Hacker News new | ask | show | jobs
by huslage 2609 days ago
"Given the nature of this update and the need to ensure the highest level of security, we have provided limited advanced notice. We understand that the maintenance process impacts our customers, and we apologize in advance for any inconvenience this may cause." -- This is a ridiculous statement. Security does not come from opaque statements made at the last moment.

I fail to understand how updating a "cloud native" service requires downtime at all, much less this sort of outage.

3 comments

Translation: In the aftermath of the hack last week they found additional major security issues that require downtime to fix.
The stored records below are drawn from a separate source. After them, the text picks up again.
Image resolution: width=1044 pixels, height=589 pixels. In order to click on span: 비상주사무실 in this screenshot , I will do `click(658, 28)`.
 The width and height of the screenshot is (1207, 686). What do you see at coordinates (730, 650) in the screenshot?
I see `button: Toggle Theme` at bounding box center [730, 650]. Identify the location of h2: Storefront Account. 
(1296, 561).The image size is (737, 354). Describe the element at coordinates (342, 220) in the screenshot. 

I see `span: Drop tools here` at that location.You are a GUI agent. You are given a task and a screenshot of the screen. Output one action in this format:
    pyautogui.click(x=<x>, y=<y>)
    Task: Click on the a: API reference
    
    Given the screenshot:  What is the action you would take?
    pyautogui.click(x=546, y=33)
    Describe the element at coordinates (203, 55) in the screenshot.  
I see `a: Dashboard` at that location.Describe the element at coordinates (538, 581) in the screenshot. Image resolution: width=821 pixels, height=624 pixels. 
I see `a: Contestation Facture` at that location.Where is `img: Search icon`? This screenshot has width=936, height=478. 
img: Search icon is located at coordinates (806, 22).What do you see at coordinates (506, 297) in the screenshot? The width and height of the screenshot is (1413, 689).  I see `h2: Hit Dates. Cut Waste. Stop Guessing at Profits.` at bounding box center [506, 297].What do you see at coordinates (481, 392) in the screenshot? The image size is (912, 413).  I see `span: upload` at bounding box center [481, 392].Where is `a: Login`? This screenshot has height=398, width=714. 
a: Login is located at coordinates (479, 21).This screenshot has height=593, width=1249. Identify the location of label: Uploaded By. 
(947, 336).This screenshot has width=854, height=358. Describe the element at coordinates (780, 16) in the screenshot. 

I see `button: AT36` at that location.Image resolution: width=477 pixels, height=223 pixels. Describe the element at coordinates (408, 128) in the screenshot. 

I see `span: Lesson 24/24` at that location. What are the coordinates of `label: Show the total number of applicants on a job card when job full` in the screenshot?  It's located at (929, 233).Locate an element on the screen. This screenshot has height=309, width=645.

They are limiting the advanced notice to give attackers less time to try to find them before they can be fixed.
Quoting from the page:

"Q: Is Docker experiencing a security incident?

A: No, this is a scheduled update and a proactive step we are taking to provide the best possible customer experience and highest level of security."

scheduled when...
We just scheduled it right now.
I don't think they're saying it's more secure because they didn't tell anyone.

In a prior job, we discovered some automation left ports open that could theoretically be accessed by customers, thus a malicious actor could theoretically have loaded software onto a privileged instance. So we had to treat all devices as potentially compromised. That meant running automation to tear them down and rebuild. This took days.

We were able to do this without visible outage, but the devices affected were mostly doing NAT; if you have a more central component affected, you do need downtime to back it up (that's the read-only section, don't let customers write data that doesn't get backed up) and then rebuild and put it all back together.

Also, it's just easier to get it right with downtime. And they're probably padding these estimates to handle the inevitable things that go wrong during maintenance.

>I fail to understand how updating a "cloud native" service requires downtime at all, much less this sort of outage.

Probably something to do with DB consistency.

Migration possibly that’s locking auth tables?